Wednesday, December 9, 2009

Nan Goldin - Variety

Photographs copyright Nan Goldin 2009 Courtesy Skira Rizzoli New York and photo-eye

Bette Gordon’s famous, perhaps infamous, 1983 independent film Variety evolved from an earlier series of cinematic narrative photographs created by Nan Goldin. A few of the photographs from Goldin’s Variety were incorporated in her earlier opus, The Ballard of Sexual Dependency. This photobook is the first cohesive publication of the entire Variety project.

This staged storyline is not too complex by today’s standard, but for the early 1980’s, it incorporates a dark and sexually risqué theme, challenging the current morals. The story portrays a young woman, Christine, who ventures into the world of pornography, and eventually seeking sexual satisfaction with anonymous partners. It questions the definition of appropriateness of behavior, female sexuality and the accepted norms for a man being equally acceptable for a woman.

The story progresses serially, with Goldin continually shifting the viewer’s orientation, disorienting the frame of reference. We are initially the voyeur, watching as the story unfolds with tight framing, becoming intimately part of the story. Then the frame of reference shifts and we become Christine, seeing through her eyes the shared looks, glances, being observed while assertively observing, being “sized up” and “checked out”. It leaves us unsure if we are the spider or the fly. A quick shift and we are back to observing Christine, then back to being Christine once again. The story finishes with the reader as voyeur and with more questions than answers.

Frequently the lighting within the photographs is low, with deep and mysterious shadows or bathed the in reddish hues of the peep shows, sex shops and porn theaters, a hot and almost liquid, exotic light. These lighting conditions create a level of sexual tension amongst the characters, with some photographs just out of focus or slightly blurred which enhances the feelings of discomfort.

Variety is a bumpy and uneven cinematic narrative, but one that allows for many alternatives. It is not always clear as to how this story is progressing and what the ending might be.

The essay by James Crump’s provides a wonderful external context to frame Goldin’s project in the turmoil of NYC’s Lower East Side and the female “sex wars” evolving in the early 80’s. The embossed hardcover book has a dust cover, and is printed in Singapore.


__PROBLEM__:
From the data below, copy out every line in which the word "Image" occurs.

(Beginning of RECORD SET)

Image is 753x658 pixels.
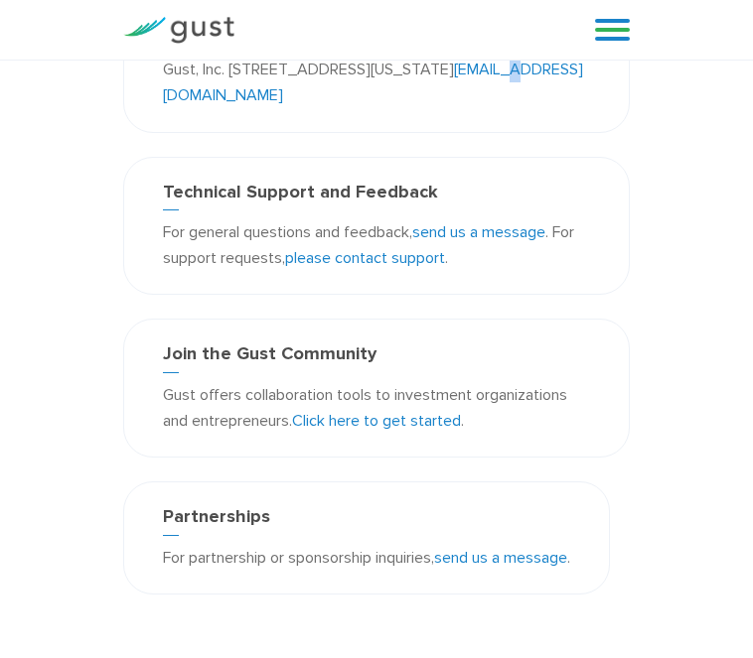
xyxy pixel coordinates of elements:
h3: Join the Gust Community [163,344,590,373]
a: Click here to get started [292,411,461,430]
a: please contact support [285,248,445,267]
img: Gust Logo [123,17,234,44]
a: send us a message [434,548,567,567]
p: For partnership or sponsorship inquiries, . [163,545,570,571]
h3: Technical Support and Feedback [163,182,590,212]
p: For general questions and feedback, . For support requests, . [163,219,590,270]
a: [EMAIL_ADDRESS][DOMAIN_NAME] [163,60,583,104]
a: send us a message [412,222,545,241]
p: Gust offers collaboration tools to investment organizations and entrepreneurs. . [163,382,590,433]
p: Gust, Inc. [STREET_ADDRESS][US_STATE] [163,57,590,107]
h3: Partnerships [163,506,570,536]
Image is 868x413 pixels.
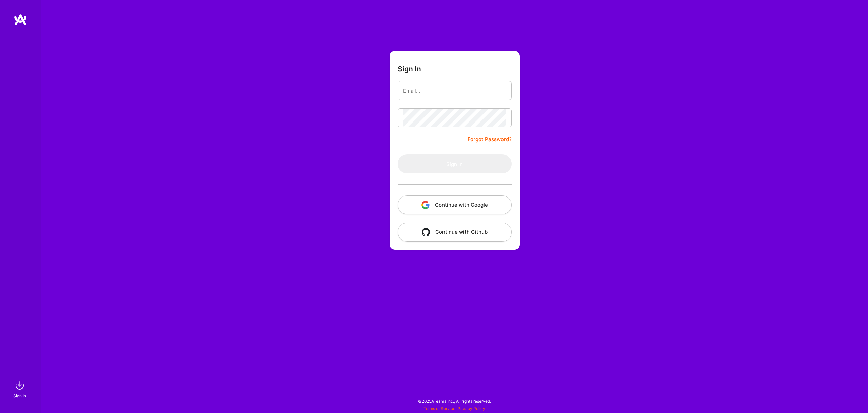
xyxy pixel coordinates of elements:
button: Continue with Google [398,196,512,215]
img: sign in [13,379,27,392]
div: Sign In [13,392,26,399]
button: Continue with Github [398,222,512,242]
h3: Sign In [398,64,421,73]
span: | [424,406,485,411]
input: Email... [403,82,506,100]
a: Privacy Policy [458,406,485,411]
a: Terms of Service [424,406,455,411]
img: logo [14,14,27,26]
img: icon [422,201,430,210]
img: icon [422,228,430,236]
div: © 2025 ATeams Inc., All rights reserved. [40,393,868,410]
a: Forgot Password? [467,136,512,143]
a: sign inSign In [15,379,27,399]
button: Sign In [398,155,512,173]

(End of RECORD SET)

__WRITTEN ANSWER__:
Image is 753x658 pixels.
Image is 868x413 pixels.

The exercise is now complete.